Tuesday, June 21, 2011

A Sailboat Cake

Jay and his birthday cake


This is my friend Jay. His birthday was on Sunday and I needed an excuse to make a cake. Jay has been very involved with the UW sailing club over the last couple of years so I wanted to make sailboat cake for him. I did some googling and then came up with this cake design. This was only my second attempt at using fondant - but I was much smarter this time around (read about my  first fondant experiment here). Coloring and rolling the fondant went much more smoothly this time and I was glad to have Ryan's help again.

Baking the cake was a bit of an experiment too. I used a yellow cake recipe from "Rose's Heavenly Cakes." This book strongly suggests weighing ingredients rather than measuring them. Each recipe provides both the measurements and the weights though. I baked two cakes for this sailboat cake (I only have one 10" pan). For the first cake, I carefully weighed each ingredient. By the time I made the second cake, I was over it; I haphazardly measured the ingredients and threw them together as I normally would. The batters came out very differently - the first one was much thinner. I was interested to see how the cakes would differ. I thought the first one was sure to come out better. To my surprise, almost everyone at the party said they preferred the second cake, the one I measured rather than weighed.

There are other variables that might have influenced which cake people preferred though. I think I slightly over-baked the first cake. That cake was also the bottom layer, so it sat under the weight of the second cake and all the frosting and fondant for three days before we ate it. It probably got a little compressed. In the end I'm not sure why the second cake came out better.

I guess I'm just not totally convinced the weighing thing is worth the extra time and effort. Since the combination of baking the cake/s, making the frosting, rolling the fondant, decorating, etc. takes so long anyway, I'm tempted to cut corners somewhere. I sort of feel like the bottom line is that cake is cake; you can't really go wrong when you're main ingredients are flour, sugar, butter, and eggs. Those are definitely not Rose's sentiments in the introduction to "Rose's Heavenly Cakes" though - according to her there is no comparison. She doesn't have to know what a lazy baker I am though!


- TASK DIRECTIONS -
Copy out the data word for word. The images are not part of the copy.

[[ INPUT open ]]

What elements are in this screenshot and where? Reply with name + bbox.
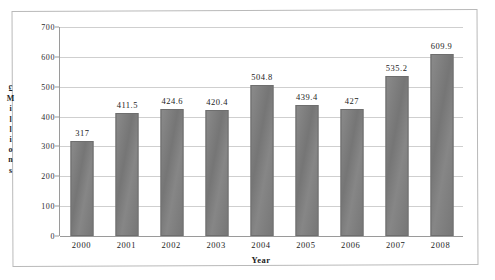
- bar[interactable]: [295, 105, 318, 236]
- y-axis-title-glyph: i: [4, 135, 17, 145]
- x-axis-tick-label: 2002: [162, 240, 181, 250]
- bar-value-label: 439.4: [296, 92, 318, 102]
- bar-group[interactable]: 427: [329, 27, 374, 236]
- bar-group[interactable]: 504.8: [240, 27, 285, 236]
- x-axis-tick-label: 2004: [251, 240, 270, 250]
- x-axis-tick-label: 2008: [431, 240, 450, 250]
- y-axis-title: £Millions: [4, 84, 17, 176]
- bar-value-label: 427: [345, 96, 359, 106]
- y-axis-tick-label: 400: [15, 112, 55, 121]
- bar-group[interactable]: 424.6: [150, 27, 195, 236]
- y-axis-tick-label: 100: [15, 202, 55, 211]
- x-axis-title: Year: [59, 255, 463, 265]
- bar-value-label: 317: [75, 128, 89, 138]
- bar-value-label: 609.9: [431, 41, 453, 51]
- y-axis-tick-label: 300: [15, 142, 55, 151]
- bar-group[interactable]: 609.9: [419, 27, 464, 236]
- x-axis-tick-label: 2000: [72, 240, 91, 250]
- bar-group[interactable]: 317: [60, 27, 105, 236]
- y-axis-title-glyph: o: [4, 145, 17, 155]
- x-axis-baseline: [60, 236, 463, 237]
- bar-value-label: 504.8: [251, 72, 273, 82]
- bar[interactable]: [385, 76, 408, 236]
- bar[interactable]: [206, 110, 229, 236]
- x-axis-tick-label: 2001: [117, 240, 136, 250]
- bar-value-label: 535.2: [386, 63, 408, 73]
- bar-value-label: 424.6: [161, 96, 183, 106]
- x-axis-tick-label: 2007: [386, 240, 405, 250]
- y-axis-tick-label: 0: [15, 232, 55, 241]
- bar-chart-figure: 0100200300400500600700 £Millions 317411.…: [0, 0, 495, 280]
- y-axis-title-glyph: l: [4, 115, 17, 125]
- plot-area: 317411.5424.6420.4504.8439.4427535.2609.…: [59, 27, 463, 236]
- bar[interactable]: [71, 141, 94, 236]
- bar[interactable]: [340, 109, 363, 236]
- bar-value-label: 411.5: [117, 100, 138, 110]
- y-axis-title-glyph: n: [4, 155, 17, 165]
- bar-group[interactable]: 439.4: [284, 27, 329, 236]
- bar[interactable]: [161, 109, 184, 236]
- y-axis-title-glyph: s: [4, 166, 17, 176]
- y-axis-title-glyph: l: [4, 125, 17, 135]
- y-axis-title-glyph: M: [4, 94, 17, 104]
- bar-group[interactable]: 535.2: [374, 27, 419, 236]
- y-axis-tick-label: 700: [15, 23, 55, 32]
- bar[interactable]: [116, 113, 139, 236]
- y-axis-tick-label: 500: [15, 82, 55, 91]
- bar-value-label: 420.4: [206, 97, 228, 107]
- y-axis-tick-label: 200: [15, 172, 55, 181]
- x-axis-tick-group: 200020012002200320042005200620072008: [59, 240, 463, 254]
- y-axis-tick-label: 600: [15, 52, 55, 61]
- bar[interactable]: [430, 54, 453, 236]
- bar[interactable]: [250, 85, 273, 236]
- x-axis-tick-label: 2006: [341, 240, 360, 250]
- x-axis-tick-label: 2003: [206, 240, 225, 250]
- y-axis-title-glyph: £: [4, 84, 17, 94]
- y-axis-title-glyph: i: [4, 104, 17, 114]
- bar-group[interactable]: 411.5: [105, 27, 150, 236]
- x-axis-tick-label: 2005: [296, 240, 315, 250]
- bar-group[interactable]: 420.4: [195, 27, 240, 236]
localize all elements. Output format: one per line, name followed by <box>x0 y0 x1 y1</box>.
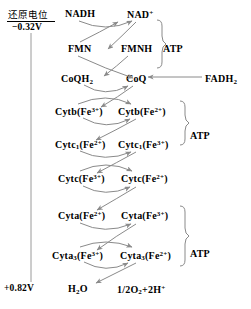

[[ INPUT closed ]]

- ANSWER FOR THIS EXERCISE -
What elements are in this screenshot and where? Reply with name + bbox.
- bar[interactable]: [295, 105, 318, 236]
- y-axis-title-glyph: i: [4, 135, 17, 145]
- x-axis-tick-label: 2002: [162, 240, 181, 250]
- bar-value-label: 439.4: [296, 92, 318, 102]
- bar-group[interactable]: 427: [329, 27, 374, 236]
- bar-group[interactable]: 504.8: [240, 27, 285, 236]
- x-axis-tick-label: 2004: [251, 240, 270, 250]
- x-axis-tick-label: 2008: [431, 240, 450, 250]
- y-axis-title: £Millions: [4, 84, 17, 176]
- bar-value-label: 427: [345, 96, 359, 106]
- y-axis-tick-label: 400: [15, 112, 55, 121]
- bar-group[interactable]: 424.6: [150, 27, 195, 236]
- y-axis-tick-label: 100: [15, 202, 55, 211]
- x-axis-title: Year: [59, 255, 463, 265]
- bar-value-label: 317: [75, 128, 89, 138]
- bar-value-label: 609.9: [431, 41, 453, 51]
- y-axis-tick-label: 300: [15, 142, 55, 151]
- bar-group[interactable]: 609.9: [419, 27, 464, 236]
- x-axis-tick-label: 2000: [72, 240, 91, 250]
- bar-group[interactable]: 317: [60, 27, 105, 236]
- y-axis-title-glyph: o: [4, 145, 17, 155]
- x-axis-baseline: [60, 236, 463, 237]
- bar-value-label: 504.8: [251, 72, 273, 82]
- bar[interactable]: [385, 76, 408, 236]
- bar[interactable]: [206, 110, 229, 236]
- x-axis-tick-label: 2001: [117, 240, 136, 250]
- bar-value-label: 535.2: [386, 63, 408, 73]
- bar-value-label: 424.6: [161, 96, 183, 106]
- x-axis-tick-label: 2007: [386, 240, 405, 250]
- y-axis-tick-label: 0: [15, 232, 55, 241]
- bar-chart-figure: 0100200300400500600700 £Millions 317411.…: [0, 0, 495, 280]
- y-axis-title-glyph: l: [4, 115, 17, 125]
- plot-area: 317411.5424.6420.4504.8439.4427535.2609.…: [59, 27, 463, 236]
- bar[interactable]: [71, 141, 94, 236]
- bar[interactable]: [340, 109, 363, 236]
- bar-value-label: 411.5: [117, 100, 138, 110]
- y-axis-title-glyph: n: [4, 155, 17, 165]
- bar-group[interactable]: 439.4: [284, 27, 329, 236]
- bar[interactable]: [161, 109, 184, 236]
- y-axis-title-glyph: s: [4, 166, 17, 176]
- y-axis-title-glyph: l: [4, 125, 17, 135]
- y-axis-title-glyph: M: [4, 94, 17, 104]
- bar-group[interactable]: 535.2: [374, 27, 419, 236]
- y-axis-tick-label: 700: [15, 23, 55, 32]
- bar[interactable]: [116, 113, 139, 236]
- y-axis-tick-label: 500: [15, 82, 55, 91]
- bar-value-label: 420.4: [206, 97, 228, 107]
- y-axis-tick-label: 200: [15, 172, 55, 181]
- x-axis-tick-group: 200020012002200320042005200620072008: [59, 240, 463, 254]
- y-axis-tick-label: 600: [15, 52, 55, 61]
- bar[interactable]: [430, 54, 453, 236]
- bar[interactable]: [250, 85, 273, 236]
- x-axis-tick-label: 2006: [341, 240, 360, 250]
- x-axis-tick-label: 2003: [206, 240, 225, 250]
- y-axis-title-glyph: £: [4, 84, 17, 94]
- y-axis-title-glyph: i: [4, 104, 17, 114]
- bar-group[interactable]: 411.5: [105, 27, 150, 236]
- x-axis-tick-label: 2005: [296, 240, 315, 250]
- bar-group[interactable]: 420.4: [195, 27, 240, 236]
localize all elements. Output format: one per line, name followed by <box>x0 y0 x1 y1</box>.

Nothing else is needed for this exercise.